Before this ruling: One federal judge could block an unconstitutional executive order nationwide — protecting everyone.
After this ruling: The president can enforce illegal policies against anyone who hasn't individually filed a lawsuit and fought it all the way to the Supreme Court. That takes years. By then, the damage is done.
The courts didn't just defer to the executive — they disarmed themselves.
Four pillars. One outcome: institutionalized abuse of power.
The Founders assumed presidents could be prosecuted after leaving office — that threat was the check. Roberts' Court weakened it. The majority opinion acknowledged that directing the Justice Department falls within "core constitutional powers," covered by absolute immunity.
The ACLU noted the ruling "freed presidents to use their official powers to engage in criminal acts substantially free of accountability" and "granted absolute immunity to President Trump's use of the Justice Department for fraudulent purposes."
President → Attorney General → FBI. That's the chain of command.

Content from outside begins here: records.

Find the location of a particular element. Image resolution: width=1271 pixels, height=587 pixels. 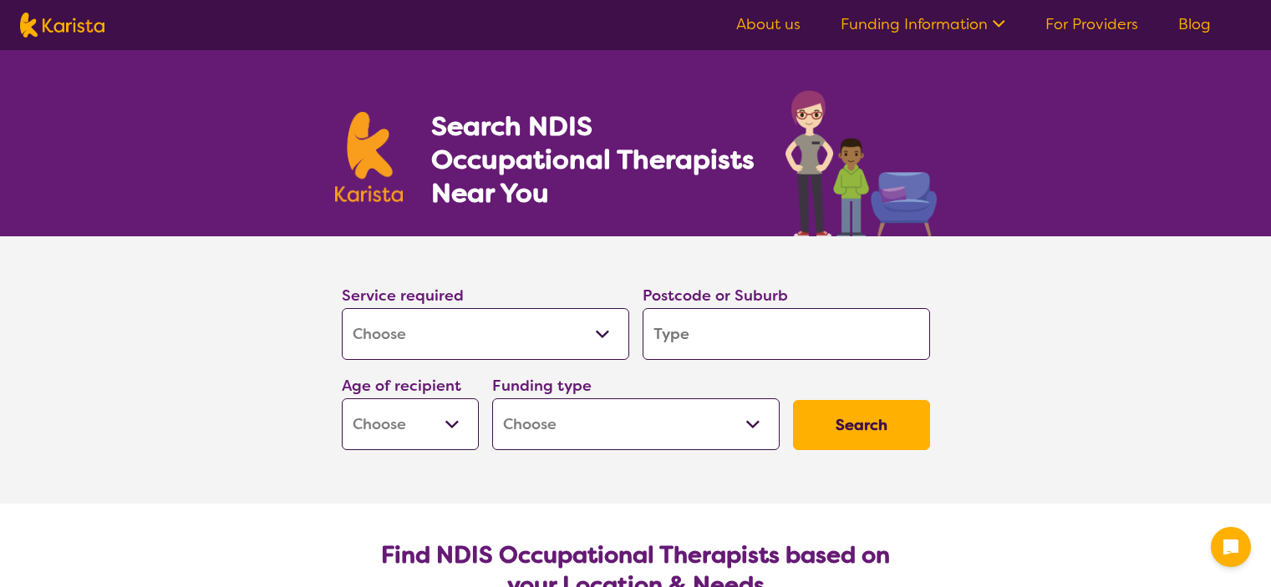

a: For Providers is located at coordinates (1091, 24).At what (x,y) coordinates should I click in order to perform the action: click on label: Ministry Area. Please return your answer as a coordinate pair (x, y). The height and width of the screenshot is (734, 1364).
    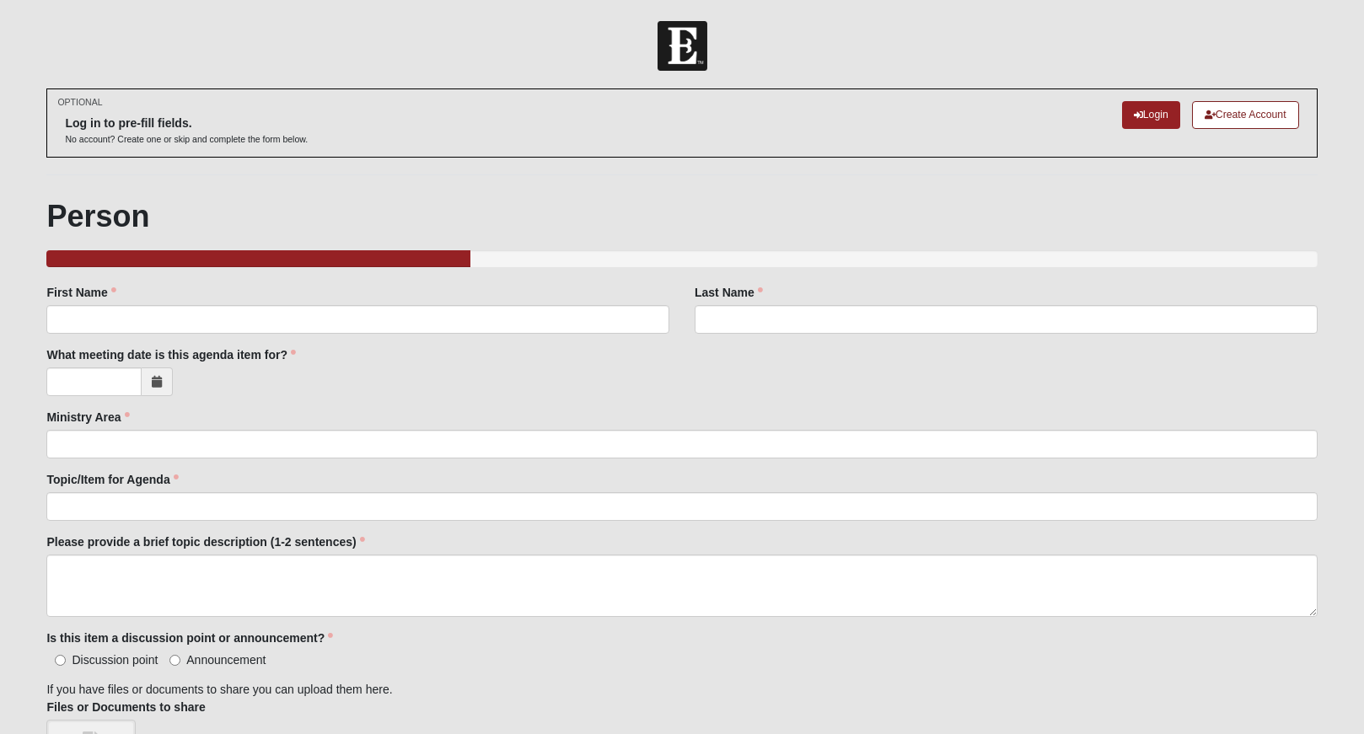
    Looking at the image, I should click on (88, 417).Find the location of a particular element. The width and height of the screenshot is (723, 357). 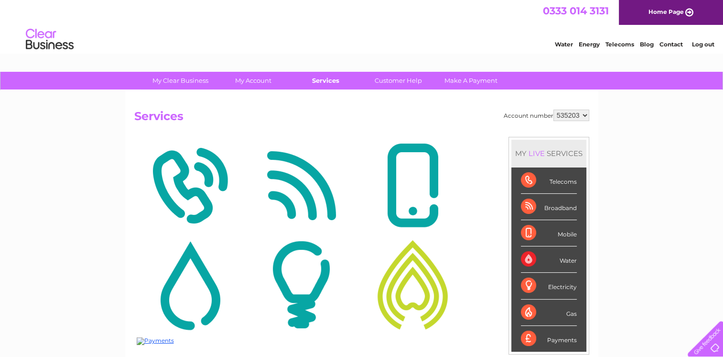

div: Mobile is located at coordinates (549, 233). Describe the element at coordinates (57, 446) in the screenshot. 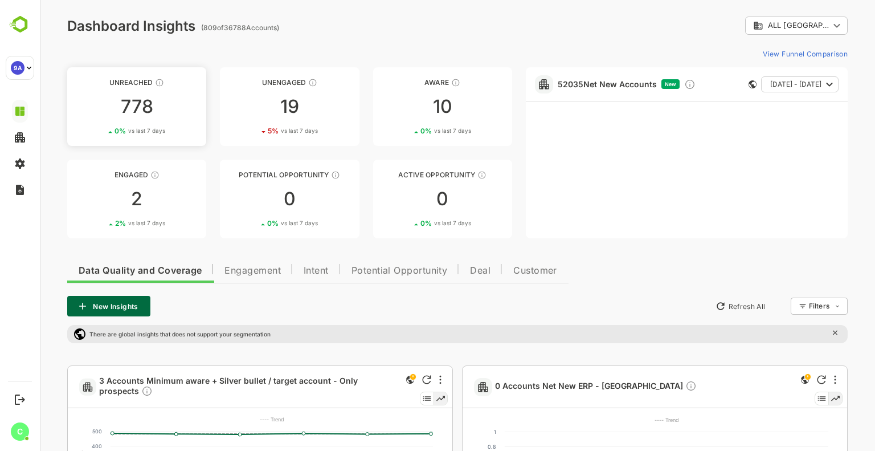

I see `text: 400` at that location.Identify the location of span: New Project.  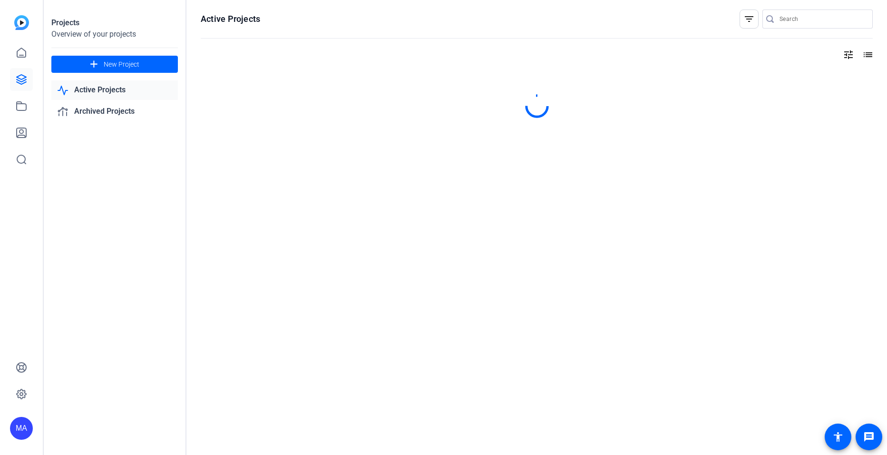
(121, 64).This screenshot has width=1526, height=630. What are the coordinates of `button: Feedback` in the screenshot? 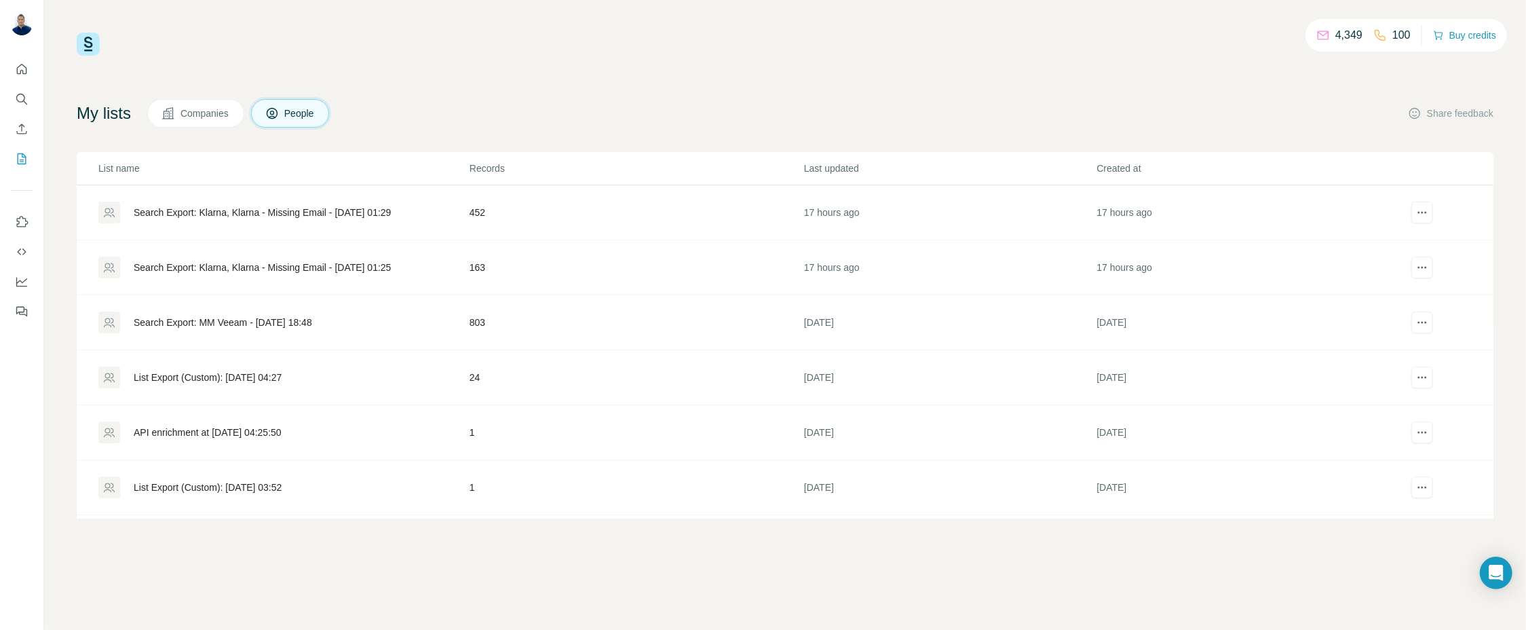 It's located at (22, 311).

When the Supreme Court rules that a president's control of this chain is covered by absolute immunity, they haven't just interpreted the Constitution — they've handed the keys to a police state to anyone willing to use them.
A president who cannot be prosecuted for directing the DOJ is a president who can weaponize law enforcement against political opponents, journalists, election officials — anyone. And that is exactly what is happening.
From courtroom to raid site. The structural path is documented.
The Fulton County prosecution was state-based, jury-driven, and outside presidential control. When federal accountability is destroyed, state prosecutions become the final check on power. Here's what happened to that check:
The ACLU called it "intimidation and distraction" with "no legitimate law enforcement purpose." Senator Jon Ossoff called it "a shot across the bow at the midterm elections." Director of National Intelligence Tulsi Gabbard was present at the scene — despite having no domestic law enforcement authority.
Step 1: Grant the president immunity for "official acts" including control of the DOJ.
Step 2: Strip courts of the power to issue nationwide injunctions.
Step 3: Collapse the state prosecution that was the last remaining check.
Step 4: Send the FBI — which answers to the president — to raid the same county's election office.
This is not a coincidence. This is a sequence. And every step was enabled by structural decisions from the Roberts Court.
Underlying every structural change above is a single legal theory: the "Unitary Executive Theory." It claims the Constitution gives the president total, unreviewable control over the entire executive branch — the DOJ, FBI, independent agencies, and inspectors general.
The problem? It's historically fabricated.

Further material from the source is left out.